Mare Street Studios Aged walls, wayfinders and neon lights
THE LOWDOWN
As they began redevelopment on a shared working office in the heart of East London, Workspace entrusted us with making customised co-working signage for them once more and we were thrilled to collaborate with them again.
The building at the heart of the project dates back to 1873, tucked between notable landmarks on Mare Street. We set about hand painting giant faux-aged lettering on the front of the property – creating a statement piece on the exterior that pays homage to industrial roots while hiding a deceptively modern interior within.
Continuing with the sympathetic additions inside, we added a stylised faux aged feature wall for one of the chill out areas too.
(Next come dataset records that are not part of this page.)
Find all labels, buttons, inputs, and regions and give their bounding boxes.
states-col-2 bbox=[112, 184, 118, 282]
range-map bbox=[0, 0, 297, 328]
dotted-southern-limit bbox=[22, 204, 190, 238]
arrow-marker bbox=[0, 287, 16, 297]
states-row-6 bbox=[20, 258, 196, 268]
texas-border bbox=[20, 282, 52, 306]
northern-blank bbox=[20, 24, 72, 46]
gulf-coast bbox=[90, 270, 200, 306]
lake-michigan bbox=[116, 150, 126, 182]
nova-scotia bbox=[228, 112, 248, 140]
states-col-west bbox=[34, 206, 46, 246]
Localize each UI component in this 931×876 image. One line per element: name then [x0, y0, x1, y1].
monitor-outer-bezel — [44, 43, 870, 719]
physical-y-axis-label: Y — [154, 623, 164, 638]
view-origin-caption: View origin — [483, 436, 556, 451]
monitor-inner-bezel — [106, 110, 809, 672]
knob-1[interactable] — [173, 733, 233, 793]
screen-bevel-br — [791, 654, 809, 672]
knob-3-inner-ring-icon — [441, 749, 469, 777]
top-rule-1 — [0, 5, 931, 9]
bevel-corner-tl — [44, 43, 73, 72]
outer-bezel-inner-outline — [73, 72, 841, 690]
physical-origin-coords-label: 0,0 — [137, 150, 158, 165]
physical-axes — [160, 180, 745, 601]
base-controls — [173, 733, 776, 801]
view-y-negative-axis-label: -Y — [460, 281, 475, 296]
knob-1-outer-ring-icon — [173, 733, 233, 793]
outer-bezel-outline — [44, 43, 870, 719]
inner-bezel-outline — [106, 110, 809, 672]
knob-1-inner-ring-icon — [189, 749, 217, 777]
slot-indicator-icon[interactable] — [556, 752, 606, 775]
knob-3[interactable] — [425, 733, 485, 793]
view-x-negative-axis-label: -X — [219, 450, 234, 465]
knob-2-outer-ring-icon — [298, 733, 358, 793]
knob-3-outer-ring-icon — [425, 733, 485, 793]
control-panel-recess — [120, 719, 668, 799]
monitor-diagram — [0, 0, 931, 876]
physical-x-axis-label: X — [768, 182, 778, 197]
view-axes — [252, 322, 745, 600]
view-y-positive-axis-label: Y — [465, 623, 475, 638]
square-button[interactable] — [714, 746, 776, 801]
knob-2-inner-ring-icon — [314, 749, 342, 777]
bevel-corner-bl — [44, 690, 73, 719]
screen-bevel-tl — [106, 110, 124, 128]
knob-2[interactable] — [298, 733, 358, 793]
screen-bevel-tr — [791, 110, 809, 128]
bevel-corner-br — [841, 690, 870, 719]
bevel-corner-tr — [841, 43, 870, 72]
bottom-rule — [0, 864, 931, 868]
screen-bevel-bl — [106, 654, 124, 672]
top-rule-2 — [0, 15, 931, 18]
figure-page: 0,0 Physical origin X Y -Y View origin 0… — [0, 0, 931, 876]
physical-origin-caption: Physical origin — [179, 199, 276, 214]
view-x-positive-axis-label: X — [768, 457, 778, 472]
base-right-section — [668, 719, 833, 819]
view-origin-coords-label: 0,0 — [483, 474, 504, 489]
With the company’s goal of facilitating easy working in mind, we also took charge of the navigational signage throughout the communal areas and for over 100 offices and meeting rooms, matching the fresher aesthetic of the rest of the space while getting a tiny bit flashy with a flick of neon.
Challenged with balancing the erstwhile with the new, our mission was to bring Mare Street Studios on-brand.
THE SPECS
With the interior architects’ concepts to hand, we began developing their designs into three dimensional realities. The first port of call was to familiarise ourselves with the layout of the building – we had our initial visit and started work whilst it underwent a full re-fit. The satisfaction of deciphering an efficient wayfinding system is one of the jobs we love best, and we managed to construct floor plans to mark the positioning of all the customised co-working signage while weaving in and out of the way of the tradesman already on site.
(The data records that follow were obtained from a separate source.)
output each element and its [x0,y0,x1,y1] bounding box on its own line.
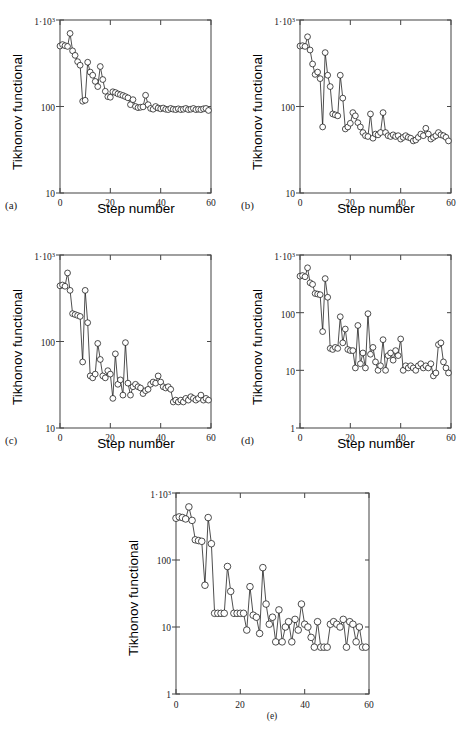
panel-c-plot: Tikhonov functional 10 100 1·103 0 20 40… [0,235,236,450]
panel-a-ylabel: Tikhonov functional [10,54,25,170]
panel-d-xtick-0: 0 [298,433,303,443]
panel-d-plot-area [296,255,451,428]
panel-e-plot: Tikhonov functional 1 10 100 1·103 0 20 … [112,470,392,720]
panel-a-tag: (a) [5,199,17,211]
panel-c-ytick-1: 100 [41,338,56,348]
panel-b-ytick-labels: 10 100 1·103 [274,16,295,199]
panel-a-xtick-0: 0 [58,198,63,208]
panel-b-tag: (b) [241,199,254,211]
panel-a-ytick-labels: 10 100 1·103 [34,16,55,199]
panel-c-xlabel: Step number [97,436,175,451]
panel-a-xlabel: Step number [97,201,175,216]
panel-c-ylabel: Tikhonov functional [10,289,25,405]
panel-b-plot: Tikhonov functional 10 100 1·103 0 20 40… [236,0,476,215]
panel-b-xtick-3: 60 [446,198,456,208]
panel-e-ytick-2: 100 [157,556,172,566]
panel-d-tag: (d) [241,434,254,446]
panel-a: Tikhonov functional 10 100 1·103 0 20 40… [0,0,236,215]
panel-b-ylabel: Tikhonov functional [250,54,265,170]
figure-multi-panel-convergence: Tikhonov functional 10 100 1·103 0 20 40… [0,0,476,730]
panel-e-xtick-labels: 0 20 40 60 [174,700,374,710]
panel-b: Tikhonov functional 10 100 1·103 0 20 40… [236,0,476,215]
panel-e-ytick-labels: 1 10 100 1·103 [150,489,171,700]
panel-d-ylabel: Tikhonov functional [250,289,265,405]
panel-d-ytick-0: 1 [290,424,295,434]
panel-e-xtick-2: 40 [300,700,310,710]
panel-e-ylabel: Tikhonov functional [126,540,141,656]
panel-c-tag: (c) [5,434,17,446]
panel-e-plot-area [172,493,369,694]
panel-d-ytick-1: 10 [286,367,296,377]
panel-e-ytick-1: 10 [162,623,172,633]
panel-d: Tikhonov functional 1 10 100 1·103 0 20 … [236,235,476,450]
panel-d-ytick-labels: 1 10 100 1·103 [274,251,295,434]
panel-d-plot: Tikhonov functional 1 10 100 1·103 0 20 … [236,235,476,450]
panel-d-ytick-2: 100 [281,310,296,320]
panel-a-ytick-1: 100 [41,103,56,113]
panel-b-xlabel: Step number [337,201,415,216]
panel-c: Tikhonov functional 10 100 1·103 0 20 40… [0,235,236,450]
panel-c-xtick-3: 60 [206,433,216,443]
panel-a-ytick-0: 10 [46,189,56,199]
panel-e-ytick-3: 1·103 [150,489,171,500]
panel-b-ytick-2: 1·103 [274,16,295,27]
panel-c-ytick-labels: 10 100 1·103 [34,251,55,434]
panel-e-xtick-1: 20 [235,700,245,710]
panel-b-plot-area [296,20,451,193]
panel-b-ytick-0: 10 [286,189,296,199]
panel-e-xtick-0: 0 [174,700,179,710]
panel-a-plot-area [56,20,211,193]
panel-e-xtick-3: 60 [364,700,374,710]
panel-d-xlabel: Step number [337,436,415,451]
panel-a-xtick-3: 60 [206,198,216,208]
panel-b-xtick-0: 0 [298,198,303,208]
panel-a-ytick-2: 1·103 [34,16,55,27]
panel-c-ytick-2: 1·103 [34,251,55,262]
panel-e-tag: (e) [267,711,278,722]
panel-c-ytick-0: 10 [46,424,56,434]
panel-e-ytick-0: 1 [166,690,171,700]
panel-b-ytick-1: 100 [281,103,296,113]
panel-c-plot-area [56,255,211,428]
panel-c-xtick-0: 0 [58,433,63,443]
panel-e: Tikhonov functional 1 10 100 1·103 0 20 … [112,470,392,720]
panel-d-ytick-3: 1·103 [274,251,295,262]
panel-d-xtick-3: 60 [446,433,456,443]
panel-a-plot: Tikhonov functional 10 100 1·103 0 20 40… [0,0,236,215]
We produced hundreds of signs – from small bits of wall vinyl to bespoke metal directories – to match the contemporary spec of the interior, and blended them into the fabric of the building. Pointing to where the bike stores, showers, roof terrace and on-site café are, our easy-to-follow wayfinding signs helped the business signpost all its facilities while allowing people to map out their own seamless journeys.
Due to the pandemic, wayfinding signage became about more than just identifying where everything was, with a stronger focus on increasing accessibility and safety via floor graphics, asking visitors to mind their step or take care with social distancing.
With the necessities well looked after, we went onto the extravagances next; manipulating an elegant, flowing typeface into neon to produce script signs for the reception area and café. We picked a bright pop of parrot green to go on top of the teal backdrop, and it casts the most brilliant reflections on the glazed tiles behind. From the glossy to the grungy, we then began lending an aged look to the interior brickwork wall in the café – whitewashing it, and then rubbing that off to create a worn down background in preparation for some industrial Mare Street branding, which was then hand painted on top in faded white lettering, imitating the ghost signs that grace the skyline of the local area.
One of trickiest elements of the project was the 700mm high and over 30 metre wide lettering of the building branding on the front façade, as we had to coordinate the feat with the council who had planned to relay the pavement outside at the same time. We had just three days to complete the painting aspect; working to deadline, sourcing the pavement licence, overseeing safety and applying finishing touches between bouts of difficult weather.
The entire project took a total of three months from conception to completion, with us dodging builders, decorators and the weather as Workspace’s newest addition came to fruition. What was initially a construction site became a beautiful exposed brick office space, complemented with custom co-working signage true to the client’s style and some signature touches.